Your RSA-2048 keys break in 2030. Find every one of them before attackers do.
🐍 PyPI

GHSA-74vm-8frp-7w68

CRITICAL

EPyT-Flow vulnerable to unsafe JSON deserialization (__type__)

Also known asCVE-2026-25632
Published
Feb 4, 2026
Updated
Feb 6, 2026
Affected
1 pkg
Patched
1 / 1
Exploits
None indexed

EPSS Exploitation Probability

via FIRST.org ↗
0.7%probability of exploitation in next 30 days
Lower Risk47th percentile+0.57%
0.00%0.39%0.77%1.16%0.0%0.1%0.1%0.1%0.7%Mar 26May 26Jun 26

EPSS (Exploit Prediction Scoring System) is a daily probability model maintained by FIRST.org. It estimates the likelihood a CVE will be exploited in production environments within the next 30 days, derived from real-world threat intelligence signals.

Blast Radius

1 pkg affected
🐍epyt-flow

Real-time download stats are indexed for npm and PyPI packages. This vulnerability affects PyPI packages — download data is not available via public APIs for these ecosystems.

Description

Impact

EPyT-Flow’s REST API parses attacker-controlled JSON request bodies using a custom deserializer (my_load_from_json) that supports a type field. When type is present, the deserializer dynamically imports an attacker-specified module/class and instantiates it with attacker-supplied arguments. This allows invoking dangerous classes such as subprocess.Popen, which can lead to OS command execution during JSON parsing. This also affects the loading of JSON files.

Patches

EPyT-Flow has been patched in 0.16.1 -- affects all versions <= 0.16.0

Workarounds

Do not load any JSON from untrusted sources and do not expose the REST API.

Credits

EPyT-Flow thanks Jarrett Chan (@syphonetic) for detecting and reporting the bug.

Affected Packages

1 total 1 fixed
EcosystemPackageVulnerable rangeFix
🐍PyPIepyt-flowall versions0.16.1

Detection & mitigation playbook

Open-source dependency
  1. Detect

    Scan your dependency tree (package-lock.json, pnpm-lock.yaml, requirements.txt, go.sum, etc.) for epyt-flow. O3's reachability analysis confirms whether the vulnerable code path is actually invoked in your application, so you act on real exposure instead of every transitive match.

  2. Fix

    Update epyt-flow to 0.16.1 or later, then make sure no transitive (indirect) dependency still pins the vulnerable range — O3 confirms GHSA-74vm-8frp-7w68 is resolved across your whole dependency graph.

  3. Workarounds

    If you can't upgrade right away: gate or disable the affected feature, validate untrusted input at the boundary, and avoid passing attacker-controlled data into the vulnerable path. O3's runtime protection blocks exploitation in production as an interim safeguard until the upgrade lands.

  4. How O3 protects you

    O3 pinpoints whether GHSA-74vm-8frp-7w68 is reachable in your code and exactly where to fix it, then blocks exploitation in production at runtime until the patched version is deployed.

Tailored to GHSA-74vm-8frp-7w68. Runtime protection reduces exposure until a permanent patch is applied and verified — it complements patching, it doesn't replace it.

Frequently Asked Questions

### Impact EPyT-Flow’s REST API parses attacker-controlled JSON request bodies using a custom deserializer (my_load_from_json) that supports a __type__ field. When __type__ is present, the deserializer dynamically imports an attacker-specified module/class and instantiates it with attacker-supplied arguments. This allows invoking dangerous classes such as subprocess.Popen, which can lead to OS command execution during JSON parsing. This also affects the loading of JSON files. ### Patches EPyT-Flow has been patched in 0.16.1 -- affects all versions <= 0.16.0 ### Workarounds Do not load any J
O3 Security · Impact-Aware SCA

Is GHSA-74vm-8frp-7w68 in your dependencies?

O3 detects GHSA-74vm-8frp-7w68 across PyPI dependencies and uses function-level reachability to confirm whether the vulnerable code path is actually reachable — not just present. No false positives.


TASK STATEMENT – Copy every entry exactly as it stands, though any image it holds should stay out of the copy.

EXERCISE DATA –

======

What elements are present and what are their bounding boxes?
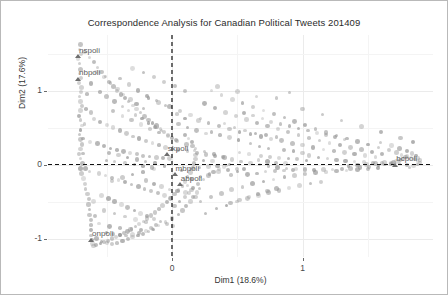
variable-label: onpoli [92, 229, 113, 238]
variable-marker-triangle [88, 238, 94, 242]
x-tick-mark [303, 258, 304, 261]
x-tick-label: 0 [162, 263, 182, 273]
plot-panel: nspolinbpoliskpolimbpoliabpolibcpolionpo… [48, 35, 433, 257]
variable-marker-triangle [392, 163, 398, 167]
variable-marker-triangle [177, 182, 183, 186]
variable-label: nspoli [79, 46, 100, 55]
y-tick-label: -1 [26, 233, 42, 243]
variable-marker-triangle [172, 172, 178, 176]
variable-label: nbpoli [79, 68, 100, 77]
variable-marker-triangle [75, 77, 81, 81]
y-tick-label: 0 [26, 159, 42, 169]
variable-marker-triangle [164, 152, 170, 156]
variable-label: skpoli [168, 144, 188, 153]
y-tick-mark [44, 91, 47, 92]
x-tick-mark [172, 258, 173, 261]
x-tick-label: 1 [293, 263, 313, 273]
variable-label: bcpoli [396, 154, 417, 163]
y-axis-label: Dim2 (17.6%) [17, 57, 27, 109]
y-tick-mark [44, 165, 47, 166]
x-axis-label: Dim1 (18.6%) [48, 275, 433, 285]
y-tick-label: 1 [26, 85, 42, 95]
variable-label: abpoli [181, 174, 202, 183]
screenshot-root: Correspondence Analysis for Canadian Pol… [0, 0, 448, 295]
variable-marker-triangle [75, 54, 81, 58]
plot-frame: Correspondence Analysis for Canadian Pol… [3, 3, 445, 292]
variable-label: mbpoli [176, 164, 200, 173]
variable-labels-layer: nspolinbpoliskpolimbpoliabpolibcpolionpo… [48, 35, 433, 257]
page-title: Correspondence Analysis for Canadian Pol… [3, 17, 445, 28]
y-tick-mark [44, 239, 47, 240]
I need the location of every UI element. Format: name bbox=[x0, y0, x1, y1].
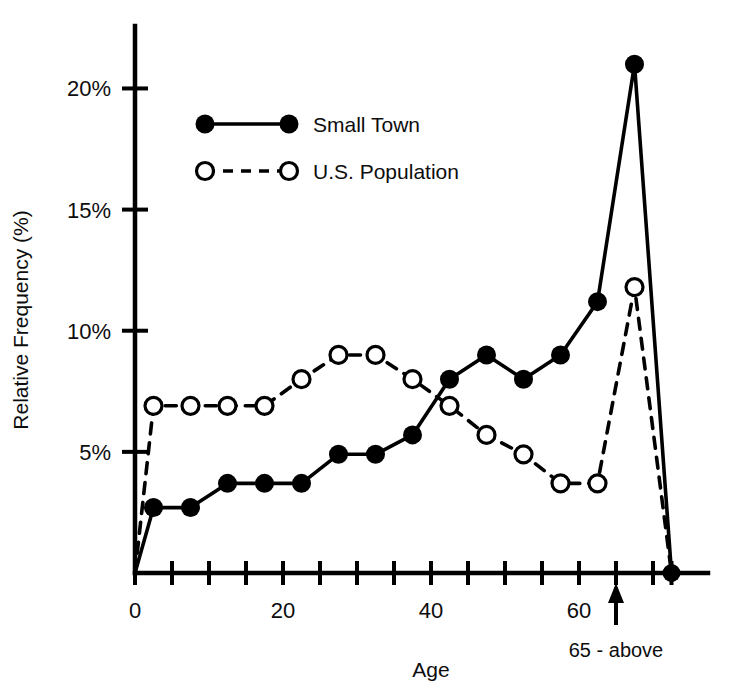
series-line-0 bbox=[135, 64, 672, 573]
data-point-0-11 bbox=[514, 370, 533, 389]
data-point-1-8 bbox=[404, 371, 421, 388]
legend-marker-0-1 bbox=[280, 115, 299, 134]
data-point-0-2 bbox=[181, 498, 200, 517]
data-point-0-12 bbox=[551, 345, 570, 364]
data-point-0-9 bbox=[440, 370, 459, 389]
legend-marker-1-0 bbox=[197, 163, 214, 180]
x-tick-label-20: 20 bbox=[271, 598, 295, 623]
data-point-0-5 bbox=[292, 474, 311, 493]
line-chart-plot: 5%10%15%20%020406065 - aboveAgeRelative … bbox=[0, 0, 731, 694]
data-point-1-6 bbox=[330, 346, 347, 363]
data-point-0-13 bbox=[588, 292, 607, 311]
data-point-0-4 bbox=[255, 474, 274, 493]
data-point-1-12 bbox=[552, 475, 569, 492]
data-point-1-1 bbox=[145, 397, 162, 414]
annotation-label-0: 65 - above bbox=[569, 639, 664, 661]
data-point-1-5 bbox=[293, 371, 310, 388]
data-point-1-13 bbox=[589, 475, 606, 492]
data-point-1-2 bbox=[182, 397, 199, 414]
series-line-1 bbox=[135, 287, 672, 573]
x-tick-label-40: 40 bbox=[419, 598, 443, 623]
data-point-1-4 bbox=[256, 397, 273, 414]
data-point-1-3 bbox=[219, 397, 236, 414]
data-point-0-8 bbox=[403, 425, 422, 444]
data-point-0-6 bbox=[329, 445, 348, 464]
y-tick-label-20: 20% bbox=[67, 76, 111, 101]
y-tick-label-5: 5% bbox=[79, 440, 111, 465]
annotation-arrow-head bbox=[608, 583, 624, 603]
y-axis-title: Relative Frequency (%) bbox=[9, 210, 32, 429]
data-point-1-14 bbox=[626, 279, 643, 296]
y-tick-label-15: 15% bbox=[67, 198, 111, 223]
legend-marker-0-0 bbox=[196, 115, 215, 134]
data-point-1-11 bbox=[515, 446, 532, 463]
data-point-1-7 bbox=[367, 346, 384, 363]
data-point-1-10 bbox=[478, 426, 495, 443]
data-point-0-1 bbox=[144, 498, 163, 517]
x-axis-title: Age bbox=[412, 658, 449, 681]
x-tick-label-0: 0 bbox=[129, 598, 141, 623]
x-tick-label-60: 60 bbox=[567, 598, 591, 623]
data-point-0-10 bbox=[477, 345, 496, 364]
chart-container: 5%10%15%20%020406065 - aboveAgeRelative … bbox=[0, 0, 731, 694]
legend-marker-1-1 bbox=[281, 163, 298, 180]
data-point-0-14 bbox=[625, 55, 644, 74]
y-tick-label-10: 10% bbox=[67, 319, 111, 344]
legend-label-0: Small Town bbox=[313, 113, 420, 136]
legend-label-1: U.S. Population bbox=[313, 160, 459, 183]
data-point-1-9 bbox=[441, 397, 458, 414]
data-point-0-3 bbox=[218, 474, 237, 493]
data-point-0-7 bbox=[366, 445, 385, 464]
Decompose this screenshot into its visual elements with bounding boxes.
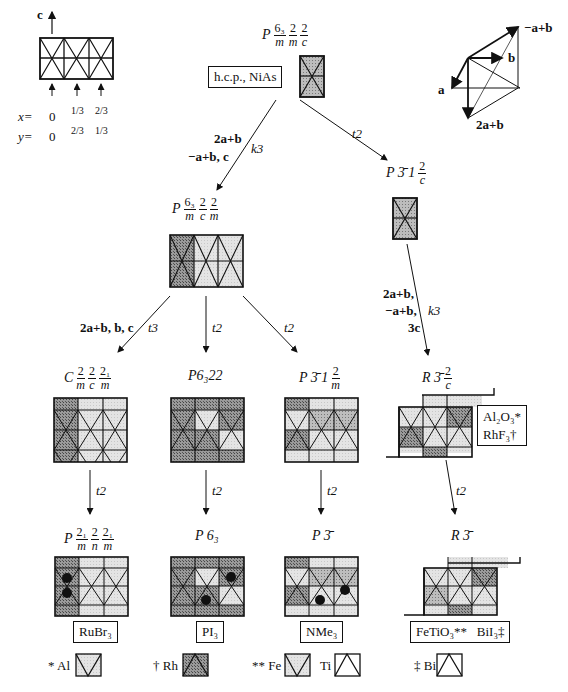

======

SOLUTION TO THIS EXERCISE –
What elements are present and what are their bounding boxes?
variable-label: onpoli [92, 229, 113, 238]
variable-marker-triangle [88, 238, 94, 242]
x-tick-mark [303, 258, 304, 261]
x-tick-label: 0 [162, 263, 182, 273]
plot-panel: nspolinbpoliskpolimbpoliabpolibcpolionpo… [48, 35, 433, 257]
variable-marker-triangle [392, 163, 398, 167]
variable-marker-triangle [177, 182, 183, 186]
variable-label: nspoli [79, 46, 100, 55]
y-tick-label: -1 [26, 233, 42, 243]
variable-marker-triangle [172, 172, 178, 176]
variable-label: nbpoli [79, 68, 100, 77]
variable-marker-triangle [75, 77, 81, 81]
y-tick-label: 0 [26, 159, 42, 169]
variable-marker-triangle [164, 152, 170, 156]
variable-label: skpoli [168, 144, 188, 153]
y-tick-mark [44, 91, 47, 92]
x-tick-mark [172, 258, 173, 261]
x-tick-label: 1 [293, 263, 313, 273]
variable-label: bcpoli [396, 154, 417, 163]
y-axis-label: Dim2 (17.6%) [17, 57, 27, 109]
y-tick-mark [44, 165, 47, 166]
x-axis-label: Dim1 (18.6%) [48, 275, 433, 285]
y-tick-label: 1 [26, 85, 42, 95]
variable-label: abpoli [181, 174, 202, 183]
screenshot-root: Correspondence Analysis for Canadian Pol… [0, 0, 448, 295]
variable-marker-triangle [75, 54, 81, 58]
plot-frame: Correspondence Analysis for Canadian Pol… [3, 3, 445, 292]
variable-label: mbpoli [176, 164, 200, 173]
variable-labels-layer: nspolinbpoliskpolimbpoliabpolibcpolionpo… [48, 35, 433, 257]
page-title: Correspondence Analysis for Canadian Pol… [3, 17, 445, 28]
y-tick-mark [44, 239, 47, 240]
I need the location of every UI element. Format: name bbox=[x0, y0, x1, y1].
series-line-0 bbox=[135, 64, 672, 573]
data-point-0-11 bbox=[514, 370, 533, 389]
data-point-1-8 bbox=[404, 371, 421, 388]
legend-marker-0-1 bbox=[280, 115, 299, 134]
data-point-0-2 bbox=[181, 498, 200, 517]
data-point-0-12 bbox=[551, 345, 570, 364]
data-point-0-9 bbox=[440, 370, 459, 389]
legend-marker-1-0 bbox=[197, 163, 214, 180]
x-tick-label-20: 20 bbox=[271, 598, 295, 623]
data-point-0-5 bbox=[292, 474, 311, 493]
line-chart-plot: 5%10%15%20%020406065 - aboveAgeRelative … bbox=[0, 0, 731, 694]
data-point-1-6 bbox=[330, 346, 347, 363]
data-point-0-13 bbox=[588, 292, 607, 311]
data-point-0-4 bbox=[255, 474, 274, 493]
data-point-1-12 bbox=[552, 475, 569, 492]
data-point-1-1 bbox=[145, 397, 162, 414]
annotation-label-0: 65 - above bbox=[569, 639, 664, 661]
data-point-1-5 bbox=[293, 371, 310, 388]
data-point-1-13 bbox=[589, 475, 606, 492]
data-point-1-2 bbox=[182, 397, 199, 414]
series-line-1 bbox=[135, 287, 672, 573]
x-tick-label-40: 40 bbox=[419, 598, 443, 623]
data-point-1-4 bbox=[256, 397, 273, 414]
data-point-1-3 bbox=[219, 397, 236, 414]
data-point-0-8 bbox=[403, 425, 422, 444]
data-point-0-6 bbox=[329, 445, 348, 464]
y-tick-label-20: 20% bbox=[67, 76, 111, 101]
y-tick-label-5: 5% bbox=[79, 440, 111, 465]
annotation-arrow-head bbox=[608, 583, 624, 603]
y-axis-title: Relative Frequency (%) bbox=[9, 210, 32, 429]
data-point-1-14 bbox=[626, 279, 643, 296]
y-tick-label-15: 15% bbox=[67, 198, 111, 223]
legend-marker-0-0 bbox=[196, 115, 215, 134]
data-point-1-11 bbox=[515, 446, 532, 463]
data-point-1-7 bbox=[367, 346, 384, 363]
data-point-1-10 bbox=[478, 426, 495, 443]
data-point-0-1 bbox=[144, 498, 163, 517]
x-axis-title: Age bbox=[412, 658, 449, 681]
x-tick-label-0: 0 bbox=[129, 598, 141, 623]
x-tick-label-60: 60 bbox=[567, 598, 591, 623]
data-point-0-10 bbox=[477, 345, 496, 364]
chart-container: 5%10%15%20%020406065 - aboveAgeRelative … bbox=[0, 0, 731, 694]
legend-marker-1-1 bbox=[281, 163, 298, 180]
data-point-0-14 bbox=[625, 55, 644, 74]
y-tick-label-10: 10% bbox=[67, 319, 111, 344]
legend-label-0: Small Town bbox=[313, 113, 420, 136]
legend-label-1: U.S. Population bbox=[313, 160, 459, 183]
data-point-1-9 bbox=[441, 397, 458, 414]
data-point-0-3 bbox=[218, 474, 237, 493]
data-point-0-7 bbox=[366, 445, 385, 464]
Decompose this screenshot into its visual elements with bounding boxes.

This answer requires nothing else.